Spotlight on Lighting: How the Art Gets Lit

Very rarely do people walk into an art gallery or museum and say, “Wow, look at the lighting on that!” despite it making the art the star of the exhibit. Understanding the way a piece of art is lit can help the viewer better appreciate the artwork, so let’s shine some light (pun intended) on the technical side of things today.

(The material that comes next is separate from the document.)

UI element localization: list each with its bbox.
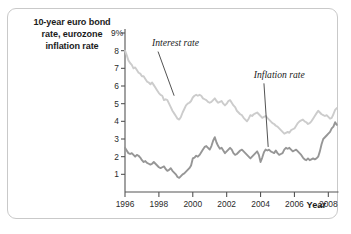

Treasures from the Vault: Margaret Burroughs

Burroughs’ work in the visual arts took the form of painting, some sculpture, and a large body of relief prints.  In Black Venus, Burroughs surely sought to reinterpret Italian Renaissance painter Sandro Botticelli’s iconic Birth of Venus.  Dr. Alain Locke, along with other Harlem Renaissance intellectuals and writers, set out to redefine their image as the New Negro, which would counter the stereotypes associated with Jim Crow America.  They challenged artists to forge a new, authentic iconography for a re-envisioned identity.  The arts would draw inspiration from the South, the Caribbean, and pre-colonial Africa—their true cultural roots.  Burroughs borrowed compositional elements from Botticelli’s painting of the classical goddess rising from the sea, but provides a renewed definition of beauty by replacing her fair hair and complexion with a rich, dark skin tone.